Monday, Mar. 27, 2000
They Have a Scheme
By Jack E. White
Somewhere in hell, James Earl Ray must be laughing his fool head off. The U.S. Department of Justice is completing its review of the "new evidence" that Martin Luther King Jr.'s family claimed would prove that a government conspiracy--and not Ray--plotted the murder of the great civil rights leader. Its report, due out in a few weeks, concludes that the Kings' allegations are not "credible" and provide no basis for new criminal charges. In other words, they are hogwash. Considering that these lurid fantasies sprang from the fertile imagination of Ray's former lawyer William Pepper, the conclusion is no surprise.
If ever there was a case of the Justice Department embarking on a wild-goose chase to satisfy a tragically deluded family, this is it. The farce began when King's family came under Pepper's bamboozling spell. He convinced them that Ray, the convicted assassin, was just a fall guy set up to take the blame for an intricate plot that encompassed, among others, Lyndon Johnson's White House, the Pentagon, the Mafia, the Memphis police and a mysterious figure named Raoul. Key parts of the story soon collapsed--for example, the leader of an Army sharpshooting team who Pepper said had been killed to keep him from talking about the "conspiracy" is still very much alive--but the Kings' faith in Pepper never wavered. They even hired Pepper as their lawyer after Ray died.
In 1998, 30 years after the murder, the Kings implored the President to investigate Pepper's wild story. Clinton passed the buck to Attorney General Janet Reno. She appointed a team led by Barry Kowalski--a tough Justice Department veteran who prosecuted the Los Angeles cops who beat Rodney King--to examine two of Pepper's more checkable allegations: former Memphis bar owner Loyd Jowers' claim that he set up the shooting and ex-FBI agent Donald Wilson's claim that he found a scrap of paper in Ray's getaway car with the phone number of a Dallas nightclub once owned by Jack Ruby, the killer of Lee Harvey Oswald.
At some point, it may have dawned on the Kings that Justice was mounting a serious investigation that would demolish their conspiracy theory. But late last year a wrongful-death suit that Pepper had filed on their behalf against Jowers came to trial in Memphis, providing a chance for a verdict that would shore up at least part of Pepper's tall tale. The proceeding was a fiasco. Jowers--who has changed his story so many times it ought to come with a version number like computer software--never took the stand in his own defense. Ballistics testimony was provided by Judge Joe Brown, the TV judge, who has no expertise in the field. The jury, some of whose members dozed during the testimony, ordered Jowers to pay the Kings $100 in damages for his supposed part in a murder plot that was never clearly spelled out. King's younger son Dexter exulted that the verdict was "the period at the end of the sentence." As far as the King family is concerned, it's their story and they're sticking to it no matter what the DOJ says.
That's why Ray gets the last laugh. The Memphis verdict notwithstanding, Jowers' story is a fairy tale that leads away from the truth about King's murder and Ray's complicity in it. The real mystery is why King's heirs, who more than anyone else should want the truth, prefer to believe a lie.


TASK TO CARRY OUT: Using the string "Moisture" as the key, pull each matching line out of the records below.

★ ★ ★ ★ ★

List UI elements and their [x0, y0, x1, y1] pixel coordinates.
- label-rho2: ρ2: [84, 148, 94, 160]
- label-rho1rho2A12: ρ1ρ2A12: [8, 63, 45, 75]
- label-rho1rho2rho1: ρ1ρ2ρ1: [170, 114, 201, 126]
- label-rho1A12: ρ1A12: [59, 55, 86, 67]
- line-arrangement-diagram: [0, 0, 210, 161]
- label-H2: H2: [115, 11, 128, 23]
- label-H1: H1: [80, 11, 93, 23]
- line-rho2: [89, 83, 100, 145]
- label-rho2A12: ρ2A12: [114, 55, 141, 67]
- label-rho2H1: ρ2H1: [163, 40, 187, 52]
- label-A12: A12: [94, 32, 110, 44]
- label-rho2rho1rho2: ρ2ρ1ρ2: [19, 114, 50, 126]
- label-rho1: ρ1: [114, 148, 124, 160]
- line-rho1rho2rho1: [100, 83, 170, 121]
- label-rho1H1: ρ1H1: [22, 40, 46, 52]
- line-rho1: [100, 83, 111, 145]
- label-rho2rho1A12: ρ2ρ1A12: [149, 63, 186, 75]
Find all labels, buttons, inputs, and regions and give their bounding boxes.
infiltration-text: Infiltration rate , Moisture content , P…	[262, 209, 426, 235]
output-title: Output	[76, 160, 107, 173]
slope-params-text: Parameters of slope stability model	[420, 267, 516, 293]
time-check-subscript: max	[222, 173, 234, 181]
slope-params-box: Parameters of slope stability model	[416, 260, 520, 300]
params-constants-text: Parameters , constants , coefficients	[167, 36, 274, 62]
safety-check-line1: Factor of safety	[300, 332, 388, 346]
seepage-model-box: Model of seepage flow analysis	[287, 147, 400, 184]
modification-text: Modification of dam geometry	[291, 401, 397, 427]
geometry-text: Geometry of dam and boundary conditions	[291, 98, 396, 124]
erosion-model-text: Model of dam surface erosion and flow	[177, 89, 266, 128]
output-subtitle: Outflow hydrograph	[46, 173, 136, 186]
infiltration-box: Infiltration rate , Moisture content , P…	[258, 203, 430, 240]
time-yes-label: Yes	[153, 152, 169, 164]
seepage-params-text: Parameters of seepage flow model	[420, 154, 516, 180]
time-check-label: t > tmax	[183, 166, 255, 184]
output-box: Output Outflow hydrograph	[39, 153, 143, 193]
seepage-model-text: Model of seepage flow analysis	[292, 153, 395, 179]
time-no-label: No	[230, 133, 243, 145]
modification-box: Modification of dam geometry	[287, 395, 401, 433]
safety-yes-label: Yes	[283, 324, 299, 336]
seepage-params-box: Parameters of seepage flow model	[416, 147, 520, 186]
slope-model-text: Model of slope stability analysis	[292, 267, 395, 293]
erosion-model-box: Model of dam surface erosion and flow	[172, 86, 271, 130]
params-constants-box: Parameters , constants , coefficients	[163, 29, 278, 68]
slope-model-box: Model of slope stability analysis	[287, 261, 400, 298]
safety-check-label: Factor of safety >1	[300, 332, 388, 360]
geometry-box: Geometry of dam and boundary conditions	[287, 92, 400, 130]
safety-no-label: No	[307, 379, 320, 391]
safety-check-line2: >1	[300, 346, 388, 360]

★ ★ ★ ★ ★

ANSWER FOR THIS EXERCISE:
infiltration-text: Infiltration rate , Moisture content , P…	[262, 209, 426, 235]
infiltration-box: Infiltration rate , Moisture content , P…	[258, 203, 430, 240]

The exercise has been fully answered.